Scientists Create a "Worth Saving" Index For Endangered Animals
If you're one of the last hairy-nosed-wombats left in Australia things got a little worse for you today. Thanks to a new mathematical tool created by researchers from James Cook University and the University of Adelaide, the wombat has been classified as not worth saving. Co-author of the safe index Professor Corey Bradshaw says he doesn't think people should give up on saving extremely endangered animals but adds, "...if you take a strictly empirical view, things that are well below in numbering in the hundreds - white-footed rock rats, certain types of hare wallabies, a lot of the smaller mammals that have been really nailed by the feral predators like cats, and foxes - in some cases it is probably not worthwhile putting a lot of effort because there's just no chance."
I know it's not very politically-correct to say it, but I don't think we should be trying to save every species. The prevailing assumption today seems to be that mankind is causing every extinction on the planet and, as such, we should be working to save every species and variety of endangered animal. Even ignoring that fact that mankind is part of nature too, extinction is a natural process that was taking place long before we existed. It seems to me that a world where species DON'T go extinct (thanks to our efforts) would disrupt the natural processes of evolution. Our guilt complex could create a very unnatural world.
And for the record, I think Pandas are cute. But they're not exactly a hearty lot.
SJW: Someone who has run out of real oppression, and has to fake it.
At one point, the Smallpox variola virus was almost completely wiped out, surviving only in a few laboratories around the world.
Now, thanks to the efforts of some people who were able to free some of those remaining captive virus, it may someday be possible to reintroduce them into the wild, allowing them to once again freely complete in nature.
Won't that be nice? Another endangered species brought back from the brink of extinction.
âoeAny society that would give up a little liberty to gain a little security will deserve neither and lose both.
I think there can be a lot of interesting argument where morality and rationality intersect. It can depend largely upon how you interpret morality.
Using your example of rape. If some random stranger is raped, immediately I may not care. But the person who raped the original victim could then go on to rape my sister, or someone else could see that rape has no consequences and rape my sister. The emotion impact would then mean that I would have to support my sister, or that she would be unable to support me. Preventing the original rape then becomes a matter of self interest.
Referring to endangered animals: we can probably agree that preventing animals from going extinct is a largely moral goal, and saving more animals is even more moral. Unfortunately, we do not have unlimited resources to save every animal there is, so directing some of our resources toward and animal that may have little to no chance of surviving anyway would reduce the available resources for other animals, potentially leading to them becoming extinct - an immoral action.
I think a lot of this comes from humans evolution as social animals, moral actions help the whole group of people, and largely serve the purposes of the individual. People often bag on religion as deciding the moral code, but atheist morality puts a lot of this stuff in terms of helping other people, which will eventually serve your own interest.
Is 1563649 a prime number?
No, not really. A cow would actually have the digestive tract that can break down cellulose walls and extract a lot more nutrient from that bamboo. A panda is more like an overgrown carnivore, with a carnivore digestive tract, which eats bamboo, and shits most of it undigested.
It gets extremely little protein or energy per pound eaten, and in fact ridiculously so. It has to spend most of its day eating, and avoid moving too much or too fast, or it will literally starve to death. It can't even walk up more than very gentle slopes, because it just doesn't have the energy budget for that. Chasing prey or running away from a predator is right out.
Even the low reproduction rate may well have to do with just not having the energy or protein to produce or feed larger litters. It has nothing to do with some clever design that protects the environment (there isn't any conceivable evolutionary pressure that takes that into account), but simply with the fact that it's so piss-poor at feeding itself, that it just can't do more than a cub in a blue moon.
Truth is, it's not very fit, in the survival of the fittest sense, and it doesn't have an isolated niche like the animals in Australia had. I mean, it is isolated by mountains and deserts, which posed a barrier to other species coming in, but it's not nearly as insurmountable as thousands of miles of ocean are. In the wild, it would be only a matter of time before some predator evolves or manages to get over the mountains to fill the niche of feeding on all those juicy pandas, or some bigger herbivore comes to out-compete them.
It's also a very new species, at evolution scales. The earliest thing even remotely recognizable as a panda lived some three million years ago (though the intermediate links evolving in that direction are, obviously, older.) By way of comparison, our split between us and chimps is 6 million years ago.
It's too early to say it would be such a viable species without us.
And either way, it was a piss-poor species which existed there just by virtue of being isolated from either predators or prey or competing species. It's a carnivore who had to start eating bamboo just for lack of prey, never got any good at it, and survived in that niche only for lack of competition. In a sense, it was already living in a natural zoo, and it would become extinct within decades of those barriers around it failing in any way.
A polar bear is a cartesian bear after a coordinate transform.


ABOUT THIS TASK: Would you transcribe the lines running from the one that holds "Detect and localize" to the last line of the records? Leave every picture out.

THE DATA:
|---|
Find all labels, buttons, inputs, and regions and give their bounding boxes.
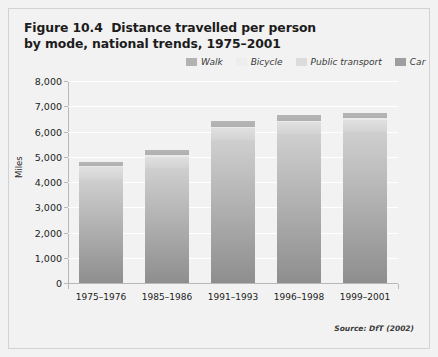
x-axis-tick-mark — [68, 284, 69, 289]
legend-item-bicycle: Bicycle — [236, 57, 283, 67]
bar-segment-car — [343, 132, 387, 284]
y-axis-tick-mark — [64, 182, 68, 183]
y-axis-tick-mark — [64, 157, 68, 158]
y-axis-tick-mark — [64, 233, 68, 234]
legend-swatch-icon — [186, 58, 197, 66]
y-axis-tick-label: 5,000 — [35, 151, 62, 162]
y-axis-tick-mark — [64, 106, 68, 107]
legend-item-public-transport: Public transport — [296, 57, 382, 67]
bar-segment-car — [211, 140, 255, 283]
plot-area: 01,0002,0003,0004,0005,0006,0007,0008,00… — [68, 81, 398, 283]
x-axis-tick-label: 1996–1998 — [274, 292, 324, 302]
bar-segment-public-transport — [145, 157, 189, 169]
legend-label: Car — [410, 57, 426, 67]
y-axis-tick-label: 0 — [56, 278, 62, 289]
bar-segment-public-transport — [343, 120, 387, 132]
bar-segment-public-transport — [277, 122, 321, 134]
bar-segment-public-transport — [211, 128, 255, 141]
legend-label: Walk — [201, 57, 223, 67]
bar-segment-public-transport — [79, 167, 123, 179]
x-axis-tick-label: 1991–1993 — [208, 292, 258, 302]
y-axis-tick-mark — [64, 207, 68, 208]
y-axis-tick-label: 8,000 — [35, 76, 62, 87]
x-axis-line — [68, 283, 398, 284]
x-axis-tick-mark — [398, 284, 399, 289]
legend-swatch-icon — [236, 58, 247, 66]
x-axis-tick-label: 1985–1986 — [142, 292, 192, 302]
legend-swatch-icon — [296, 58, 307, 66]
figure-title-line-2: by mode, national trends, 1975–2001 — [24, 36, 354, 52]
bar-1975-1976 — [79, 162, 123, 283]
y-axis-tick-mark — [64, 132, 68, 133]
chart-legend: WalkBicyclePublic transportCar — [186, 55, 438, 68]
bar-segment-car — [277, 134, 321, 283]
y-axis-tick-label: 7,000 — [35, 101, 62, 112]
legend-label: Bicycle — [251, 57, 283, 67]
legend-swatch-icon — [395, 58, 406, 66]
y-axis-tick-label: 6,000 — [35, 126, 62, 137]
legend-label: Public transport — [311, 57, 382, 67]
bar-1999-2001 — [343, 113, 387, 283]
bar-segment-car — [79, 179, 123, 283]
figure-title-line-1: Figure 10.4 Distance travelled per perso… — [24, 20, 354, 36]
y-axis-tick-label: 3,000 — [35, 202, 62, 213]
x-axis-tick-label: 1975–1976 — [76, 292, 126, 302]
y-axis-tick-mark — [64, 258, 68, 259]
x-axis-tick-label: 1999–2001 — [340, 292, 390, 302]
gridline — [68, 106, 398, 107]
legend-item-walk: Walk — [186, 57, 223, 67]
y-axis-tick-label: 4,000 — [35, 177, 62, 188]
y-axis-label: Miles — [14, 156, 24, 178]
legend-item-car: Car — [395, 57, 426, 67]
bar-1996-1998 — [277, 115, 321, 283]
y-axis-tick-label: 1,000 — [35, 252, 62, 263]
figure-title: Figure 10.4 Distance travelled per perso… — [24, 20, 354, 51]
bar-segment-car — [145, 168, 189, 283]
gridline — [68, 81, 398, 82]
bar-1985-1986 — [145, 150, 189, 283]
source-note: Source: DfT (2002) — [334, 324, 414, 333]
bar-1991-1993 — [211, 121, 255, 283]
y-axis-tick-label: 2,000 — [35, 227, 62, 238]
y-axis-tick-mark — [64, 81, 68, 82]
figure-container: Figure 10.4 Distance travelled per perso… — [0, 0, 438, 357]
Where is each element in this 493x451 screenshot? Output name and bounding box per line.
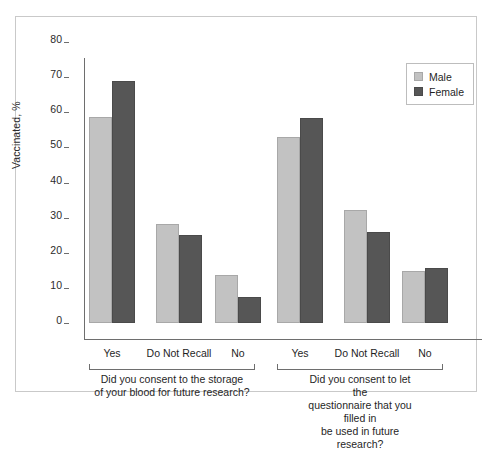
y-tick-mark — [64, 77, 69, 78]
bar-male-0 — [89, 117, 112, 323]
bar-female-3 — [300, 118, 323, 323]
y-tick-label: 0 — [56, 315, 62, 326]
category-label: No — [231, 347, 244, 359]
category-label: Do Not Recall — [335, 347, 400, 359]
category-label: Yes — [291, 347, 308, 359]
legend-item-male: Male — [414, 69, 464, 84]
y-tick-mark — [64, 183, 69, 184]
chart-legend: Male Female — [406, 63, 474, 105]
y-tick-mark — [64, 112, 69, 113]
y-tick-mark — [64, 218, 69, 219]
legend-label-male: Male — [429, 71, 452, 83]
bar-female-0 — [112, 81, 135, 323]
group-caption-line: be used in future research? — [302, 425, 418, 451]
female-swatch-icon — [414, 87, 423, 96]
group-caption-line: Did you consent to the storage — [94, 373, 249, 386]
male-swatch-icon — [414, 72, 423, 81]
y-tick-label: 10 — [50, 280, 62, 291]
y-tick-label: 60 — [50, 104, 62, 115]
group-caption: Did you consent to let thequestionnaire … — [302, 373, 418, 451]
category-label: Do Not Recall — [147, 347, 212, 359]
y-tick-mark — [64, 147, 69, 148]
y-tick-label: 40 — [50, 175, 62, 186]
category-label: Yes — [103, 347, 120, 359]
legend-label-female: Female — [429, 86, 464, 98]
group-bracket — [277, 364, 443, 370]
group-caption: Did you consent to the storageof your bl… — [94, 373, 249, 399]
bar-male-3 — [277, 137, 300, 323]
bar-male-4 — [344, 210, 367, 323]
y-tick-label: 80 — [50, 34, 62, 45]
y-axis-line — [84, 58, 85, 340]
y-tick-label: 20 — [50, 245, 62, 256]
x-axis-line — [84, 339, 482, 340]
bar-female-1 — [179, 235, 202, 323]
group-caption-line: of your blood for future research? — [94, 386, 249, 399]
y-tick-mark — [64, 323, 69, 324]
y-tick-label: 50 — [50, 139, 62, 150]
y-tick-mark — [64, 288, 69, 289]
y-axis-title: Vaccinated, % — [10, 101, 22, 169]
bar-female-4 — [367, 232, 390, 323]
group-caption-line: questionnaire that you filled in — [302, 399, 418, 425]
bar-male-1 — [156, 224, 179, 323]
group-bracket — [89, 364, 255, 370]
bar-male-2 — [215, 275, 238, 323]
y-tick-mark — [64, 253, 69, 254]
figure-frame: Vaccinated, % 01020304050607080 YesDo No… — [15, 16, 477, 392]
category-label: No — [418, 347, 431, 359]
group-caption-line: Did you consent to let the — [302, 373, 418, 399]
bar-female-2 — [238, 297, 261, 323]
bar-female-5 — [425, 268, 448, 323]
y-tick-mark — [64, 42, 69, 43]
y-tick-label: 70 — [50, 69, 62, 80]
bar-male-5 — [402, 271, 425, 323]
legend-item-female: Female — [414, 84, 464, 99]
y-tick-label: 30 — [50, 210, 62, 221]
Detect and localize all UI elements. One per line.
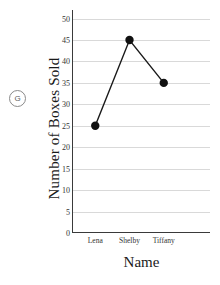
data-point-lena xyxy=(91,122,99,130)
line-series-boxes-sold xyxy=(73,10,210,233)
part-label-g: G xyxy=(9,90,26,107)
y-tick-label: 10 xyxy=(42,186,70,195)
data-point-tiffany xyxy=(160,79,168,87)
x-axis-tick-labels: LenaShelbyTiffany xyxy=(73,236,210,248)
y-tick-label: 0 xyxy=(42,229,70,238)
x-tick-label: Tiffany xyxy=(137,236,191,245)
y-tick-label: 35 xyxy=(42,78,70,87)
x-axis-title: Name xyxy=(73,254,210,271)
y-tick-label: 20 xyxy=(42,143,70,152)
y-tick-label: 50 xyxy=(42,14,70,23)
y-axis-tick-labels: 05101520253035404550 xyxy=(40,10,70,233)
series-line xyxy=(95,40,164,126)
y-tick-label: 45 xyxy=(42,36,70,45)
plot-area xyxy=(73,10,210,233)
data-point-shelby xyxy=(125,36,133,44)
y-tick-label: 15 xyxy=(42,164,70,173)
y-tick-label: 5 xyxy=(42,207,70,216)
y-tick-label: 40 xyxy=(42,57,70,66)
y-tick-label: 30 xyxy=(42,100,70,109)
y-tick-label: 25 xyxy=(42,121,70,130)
|---|
SOLUTION TO THIS TASK:
Detect and localize all UI elements. One per line.
data-point-lena xyxy=(91,122,99,130)
line-series-boxes-sold xyxy=(73,10,210,233)
part-label-g: G xyxy=(9,90,26,107)
y-tick-label: 10 xyxy=(42,186,70,195)
data-point-tiffany xyxy=(160,79,168,87)
x-axis-tick-labels: LenaShelbyTiffany xyxy=(73,236,210,248)
y-tick-label: 0 xyxy=(42,229,70,238)
x-tick-label: Tiffany xyxy=(137,236,191,245)
y-tick-label: 35 xyxy=(42,78,70,87)
x-axis-title: Name xyxy=(73,254,210,271)
y-tick-label: 20 xyxy=(42,143,70,152)
y-tick-label: 50 xyxy=(42,14,70,23)
y-axis-tick-labels: 05101520253035404550 xyxy=(40,10,70,233)
series-line xyxy=(95,40,164,126)
y-tick-label: 45 xyxy=(42,36,70,45)
plot-area xyxy=(73,10,210,233)
data-point-shelby xyxy=(125,36,133,44)
y-tick-label: 15 xyxy=(42,164,70,173)
y-tick-label: 5 xyxy=(42,207,70,216)
y-tick-label: 40 xyxy=(42,57,70,66)
y-tick-label: 30 xyxy=(42,100,70,109)
y-tick-label: 25 xyxy=(42,121,70,130)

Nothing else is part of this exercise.